The mission is about “Kathy and the kids,” he says, and the goal is “getting kids to shut their eyes and do something that is just about their hearing and use their imagination.” O’Connell and Drake mix games with conversation, depending on the topic.  

Kathy O'Connell laughs while speaking with Gwendolyn DuBois Shaw while they sit in front of microphones in the radio recording studion.
O’Connell created Kids Corner at WXPN in 1988, based on a show she previously hosted in New York City. 

“When you combine ‘Kids Corner's’ unique service to kids and families with its longevity, it’s undeniable that Kathy O’Connell is a University treasure,” says Roger LaMay, WXPN general manager. 

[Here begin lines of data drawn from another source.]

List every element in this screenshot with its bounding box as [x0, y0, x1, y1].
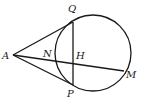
label-P: P — [66, 88, 74, 99]
circle — [55, 15, 131, 91]
label-H: H — [75, 50, 85, 61]
geometry-diagram: A Q P N H M — [0, 0, 141, 105]
label-A: A — [1, 50, 9, 61]
label-Q: Q — [68, 3, 76, 14]
label-N: N — [42, 48, 53, 59]
label-M: M — [125, 69, 137, 80]
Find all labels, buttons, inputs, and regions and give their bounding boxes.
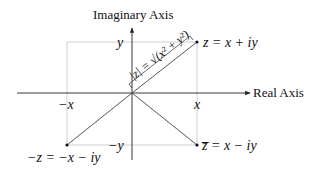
modulus-label-group: |z| = √(x² + y²) bbox=[127, 27, 192, 82]
point-z bbox=[195, 40, 198, 43]
neg-z-label: −z = −x − iy bbox=[27, 150, 101, 165]
z-label: z = x + iy bbox=[202, 35, 258, 50]
modulus-label: |z| = √(x² + y²) bbox=[127, 27, 192, 82]
neg-y-tick-label: −y bbox=[108, 138, 124, 153]
x-tick-label: x bbox=[193, 97, 201, 112]
imaginary-axis-label: Imaginary Axis bbox=[93, 7, 174, 22]
y-tick-label: y bbox=[115, 35, 124, 50]
conj-z-label: z̅ = x − iy bbox=[201, 138, 257, 153]
point-conj-z bbox=[195, 143, 198, 146]
complex-plane-diagram: Imaginary Axis Real Axis y −y x −x z = x… bbox=[0, 0, 321, 176]
neg-x-tick-label: −x bbox=[58, 97, 74, 112]
point-neg-z bbox=[65, 143, 68, 146]
real-axis-label: Real Axis bbox=[253, 85, 304, 100]
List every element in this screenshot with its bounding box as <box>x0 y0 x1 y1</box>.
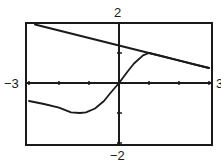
xmin-label: −3 <box>4 77 19 90</box>
xmax-label: 3 <box>216 77 221 90</box>
ymin-label: −2 <box>110 149 125 162</box>
graph-window <box>0 0 221 166</box>
ymax-label: 2 <box>114 6 121 19</box>
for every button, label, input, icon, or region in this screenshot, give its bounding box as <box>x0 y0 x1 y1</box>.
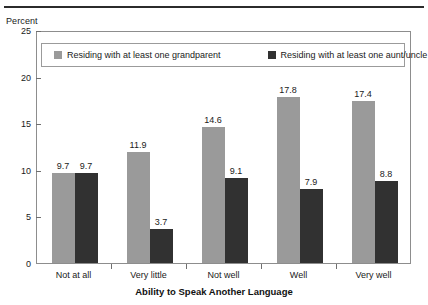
x-axis-title: Ability to Speak Another Language <box>0 286 428 297</box>
x-axis-tick-mark <box>186 264 187 269</box>
legend-entry-grandparent: Residing with at least one grandparent <box>54 50 221 60</box>
y-axis-tick-mark <box>36 171 41 172</box>
bar <box>225 178 248 263</box>
y-axis-tick-mark <box>36 78 41 79</box>
bar <box>75 173 98 263</box>
legend-label-aunt-uncle: Residing with at least one aunt/uncle <box>281 50 428 60</box>
legend-swatch-aunt-uncle <box>268 51 276 59</box>
bar-value-label: 7.9 <box>305 177 318 187</box>
bar <box>52 173 75 263</box>
y-axis-tick-labels: 0510152025 <box>0 0 31 305</box>
bar-value-label: 3.7 <box>155 217 168 227</box>
bar-value-label: 9.7 <box>80 161 93 171</box>
x-axis-category-label: Not well <box>207 270 239 280</box>
header-divider-rule <box>4 6 424 8</box>
legend-entry-aunt-uncle: Residing with at least one aunt/uncle <box>268 50 428 60</box>
legend-label-grandparent: Residing with at least one grandparent <box>67 50 221 60</box>
x-axis-category-label: Very little <box>130 270 167 280</box>
x-axis-category-label: Very well <box>355 270 391 280</box>
x-axis-category-label: Not at all <box>56 270 92 280</box>
y-axis-tick-label: 25 <box>21 26 31 36</box>
x-axis-tick-mark <box>336 264 337 269</box>
bar <box>150 229 173 263</box>
y-axis-tick-label: 0 <box>26 259 31 269</box>
bar-value-label: 11.9 <box>130 140 147 150</box>
bar-value-label: 9.7 <box>57 161 70 171</box>
bar <box>375 181 398 263</box>
bar <box>277 97 300 263</box>
y-axis-tick-mark <box>36 124 41 125</box>
bar-value-label: 17.8 <box>279 85 297 95</box>
bar-value-label: 9.1 <box>230 166 243 176</box>
x-axis-category-label: Well <box>290 270 307 280</box>
bar <box>202 127 225 263</box>
y-axis-tick-mark <box>36 31 41 32</box>
bar-value-label: 8.8 <box>380 169 393 179</box>
x-axis-tick-mark <box>261 264 262 269</box>
bar <box>127 152 150 263</box>
bar <box>300 189 323 263</box>
bar-value-label: 17.4 <box>354 89 372 99</box>
y-axis-tick-label: 15 <box>21 119 31 129</box>
y-axis-tick-mark <box>36 217 41 218</box>
y-axis-tick-label: 5 <box>26 212 31 222</box>
legend-swatch-grandparent <box>54 51 62 59</box>
y-axis-tick-label: 10 <box>21 166 31 176</box>
chart-legend: Residing with at least one grandparent R… <box>41 43 405 67</box>
y-axis-tick-label: 20 <box>21 73 31 83</box>
bar <box>352 101 375 263</box>
bar-value-label: 14.6 <box>204 115 222 125</box>
x-axis-tick-mark <box>111 264 112 269</box>
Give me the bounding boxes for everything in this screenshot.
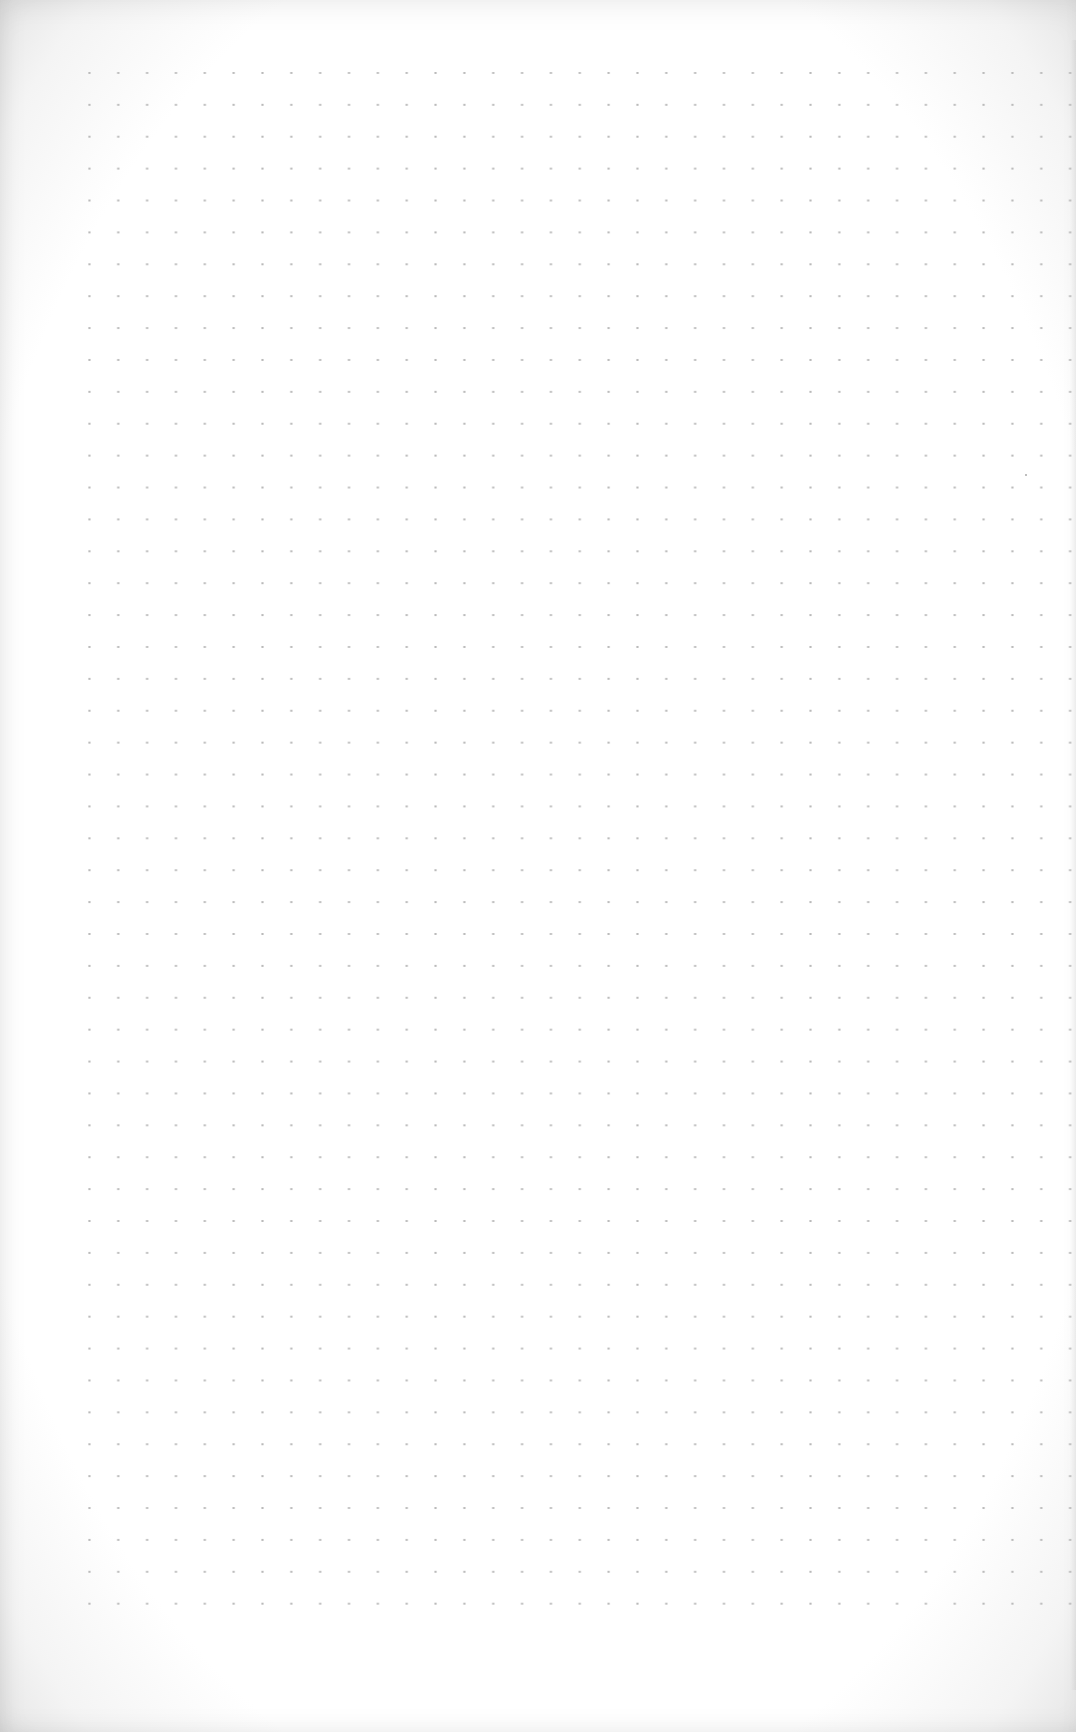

Although Shaw’s segment is taped, “Kids Corner”, which airs from 7 to 8 p.m., Monday through Thursday, offers several live call-in segments each month. “It’s about giving kids an opportunity to have an hour of radio for themselves so they can share whatever they want, knowing that their opinion matters,” Drake says. “It’s a combination of education and entertainment where kids can learn without realizing they’re learning.” 

Looking forward and up

Derrick Pitts, chief astronomer at the Fels Planetarium at the Franklin Institute, has been a regular since “Kids Corner” started with a monthly “space chat” about astronomy and the exploration of deep space. “The kids are really fascinated,” Drake says. 

“The fact is that Derrick and kids can have a very equal conversation about space,” says O’Connell. “And it’s very much the same when Gwendolyn is here, I just kind of sit back and let people who know what they’re doing and know what they’re talking about talk about it.” 

In the spring, ”Kids Corner” is planning to collaborate with Pitts, Shaw, and the Franklin Institute to examine photographs taken by NASA telescopes that are now art pieces. “We want to beam them up onto the planetarium dome and have Gwendolyn and Derrick there with an audience, talking not only about the space behind it, the science behind it, but also what to look for in these works of art,” Drake says. “I think that’s something kids would really get into.” 

And they plan to continue Shaw’s art segment on “Kids Corner.” “There are always going to be birthdays and different forms of art,” O’Connell says. “And when you can show a kid that there is a place, an actual building, where they can go to see this? It’s just a whole world that we get to talk about.”  

WXPN is the non-commercial, member-supported radio service of the University of Pennsylvania.